Why are we seeing demands for a constitutional amendment? Is it because the 1987 Constitution was undemocratic? Or is it because it was democratic but ineffective?
The first assumption appears to be wrong because the demands for an amendment are not challenging the democratic nature of the 1987 Constitution. These demands are more about the efficiency and effectiveness of the 1987 Constitution.
The 1987 Constitution was like drinking fresh water after eating some bitter food. It only tasted delicious because it came after decades of oppression from the Park Chung Hee and Chun Doo Hwan regimes. We all believed that everything would be fine once we resolved the crisis of legitimacy. At the time, it was a luxury to think about the efficiency and effectiveness of the new regime being born.
A quarter century has passed since democratization and no one is challenging the legitimacy of the administration. Instead, the public is questioning our leaders’ abilities to resolve the questions of economic growth, welfare, employment and national security because the issues of distribution, such as welfare, are overloading our democratic politics. The public is now questioning whether the 1987 system has the ability to resolve these issues.
Legitimacy is a necessary condition for maintaining a political system, but it can never be a sufficient condition because a political regime without the ability to govern is not sustainable. Like other democratic nations in the West, we are also suffering from a crisis of governance.
Let’s look at our reality. After the North’s sinking of the South’s warship, the Cheonan, and the shelling of Yeonpyeong Island, the Lee Myung-bak administration hosted emergency security meetings with ministers who largely had been exempt from military service. How can we expect them to have the ability to cope with a national security crisis?
How about the Park administration? Although it promised “grand national unity, creative economy and employment,” it has failed to present tangible outcomes amid extreme political confrontations.
Why are we seeing this crisis in governance? Many said it was because of the undesirable concentration of power with the president in the current imperialistic presidential system. It drives politics to extreme confrontations, so the framework of governance must be changed and decentralized in order to bring about governance through compromise.
As we all know, the most serious problem of the imperial presidential system is the division of legislative power between the Blue House and bureaucrats. When these combined forces work together, they can overwhelm the power of the National Assembly. That can cause opposition parties to resist with desperate, extreme measures. Under such circumstances, the government is the power, politics becomes a fight to win hegemony and a political party is like a military force, like satire by a foreign politician.

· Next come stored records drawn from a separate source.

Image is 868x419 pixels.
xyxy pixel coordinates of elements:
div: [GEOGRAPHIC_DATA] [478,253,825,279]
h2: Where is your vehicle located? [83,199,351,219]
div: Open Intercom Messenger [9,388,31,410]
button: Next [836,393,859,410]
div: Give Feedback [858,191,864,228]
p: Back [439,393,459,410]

The outcome of these zero-sum games is a crisis in governance. When the winner takes all, the defeated must continue to fight the winner.

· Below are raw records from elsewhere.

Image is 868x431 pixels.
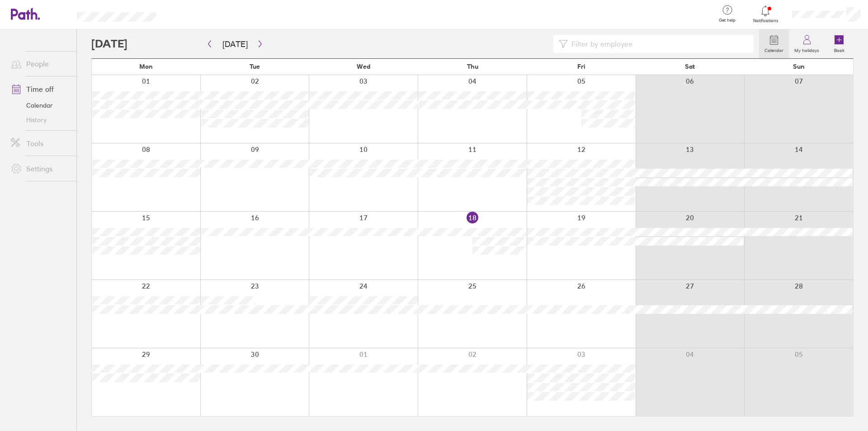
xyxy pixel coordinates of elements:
[713,18,742,23] span: Get help
[789,45,825,53] label: My holidays
[685,63,695,70] span: Sat
[3,80,76,98] a: Time off
[467,63,478,70] span: Thu
[577,63,585,70] span: Fri
[793,63,804,70] span: Sun
[139,63,153,70] span: Mon
[789,30,825,58] a: My holidays
[3,134,76,153] a: Tools
[759,45,789,53] label: Calendar
[3,113,76,127] a: History
[250,63,260,70] span: Tue
[3,55,76,73] a: People
[567,35,748,53] input: Filter by employee
[3,160,76,178] a: Settings
[759,30,789,58] a: Calendar
[825,30,854,58] a: Book
[751,18,780,24] span: Notifications
[829,45,850,53] label: Book
[751,5,780,24] a: Notifications
[357,63,370,70] span: Wed
[215,36,255,51] button: [DATE]
[3,98,76,113] a: Calendar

There is a famous saying that “governing is inventing,” and this is precisely what we need during this crisis of governance. Germany implemented that principle. By inventing a decentralized political system, it overcame its governance crisis.

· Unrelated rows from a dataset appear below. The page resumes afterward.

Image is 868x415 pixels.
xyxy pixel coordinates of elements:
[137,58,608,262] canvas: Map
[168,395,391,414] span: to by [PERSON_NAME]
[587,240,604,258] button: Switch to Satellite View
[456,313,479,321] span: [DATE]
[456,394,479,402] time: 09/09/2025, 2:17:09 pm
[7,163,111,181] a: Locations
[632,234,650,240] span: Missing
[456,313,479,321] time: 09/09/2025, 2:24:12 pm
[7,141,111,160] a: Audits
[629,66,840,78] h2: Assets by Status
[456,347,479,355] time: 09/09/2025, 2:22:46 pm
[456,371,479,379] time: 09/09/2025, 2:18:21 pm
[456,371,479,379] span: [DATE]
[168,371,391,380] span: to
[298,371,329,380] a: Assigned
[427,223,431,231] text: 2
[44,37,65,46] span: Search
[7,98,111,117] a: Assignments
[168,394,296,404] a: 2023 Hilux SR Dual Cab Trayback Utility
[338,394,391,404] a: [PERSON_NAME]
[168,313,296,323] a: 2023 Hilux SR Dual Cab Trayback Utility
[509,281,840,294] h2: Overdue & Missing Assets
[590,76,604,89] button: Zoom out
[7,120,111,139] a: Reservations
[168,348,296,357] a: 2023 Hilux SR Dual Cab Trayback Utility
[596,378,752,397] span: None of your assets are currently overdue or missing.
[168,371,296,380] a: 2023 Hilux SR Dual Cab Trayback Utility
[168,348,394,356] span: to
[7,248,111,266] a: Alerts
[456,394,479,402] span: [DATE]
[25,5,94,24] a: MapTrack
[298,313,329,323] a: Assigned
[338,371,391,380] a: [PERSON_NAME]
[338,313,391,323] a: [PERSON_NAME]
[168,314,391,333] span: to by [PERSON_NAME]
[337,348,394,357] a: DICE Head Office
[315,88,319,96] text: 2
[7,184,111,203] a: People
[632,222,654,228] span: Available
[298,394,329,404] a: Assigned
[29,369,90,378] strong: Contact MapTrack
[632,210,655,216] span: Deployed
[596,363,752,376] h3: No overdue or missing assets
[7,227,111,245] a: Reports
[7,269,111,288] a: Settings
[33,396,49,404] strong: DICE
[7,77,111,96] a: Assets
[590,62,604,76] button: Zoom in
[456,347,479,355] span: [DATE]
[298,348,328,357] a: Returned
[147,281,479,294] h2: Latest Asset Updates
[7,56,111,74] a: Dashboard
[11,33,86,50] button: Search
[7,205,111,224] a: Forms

We cannot, of course, underestimate the merits of the 1987 Constitution. But if the current governing crisis continues, we could face more serious problems because public dissatisfaction toward the government could spread to the entire political system.
That dissatisfaction has already been expressed in two ways. One is the move to restructure political forces, such as the “Ahn Cheol-soo phenomenon.” But Ahn’s new party is still an attempt to find a gradual change within the existing system, and we have witnessed similar situations in other democracies in the West. This is not something we should worry about.
But it is worrisome that these problems can become the soil where radical forces, such as the “Lee Seok-ki phenomenon,” can grow. There are reports that youth unemployment is the highest since 1980, and we must not treat that situation lightly.
Right at this moment, we are in need of a political invention that can cure the crisis of governance. The discussions about a potential constitutional amendment must focus on how to find a resolution. It is time for the ruling and opposition parties to put their heads together to minimize the impact of a political black hole.
Translation by the Korea JoongAng Daily.
*The author is a professor emeritus of political science at Seoul National University.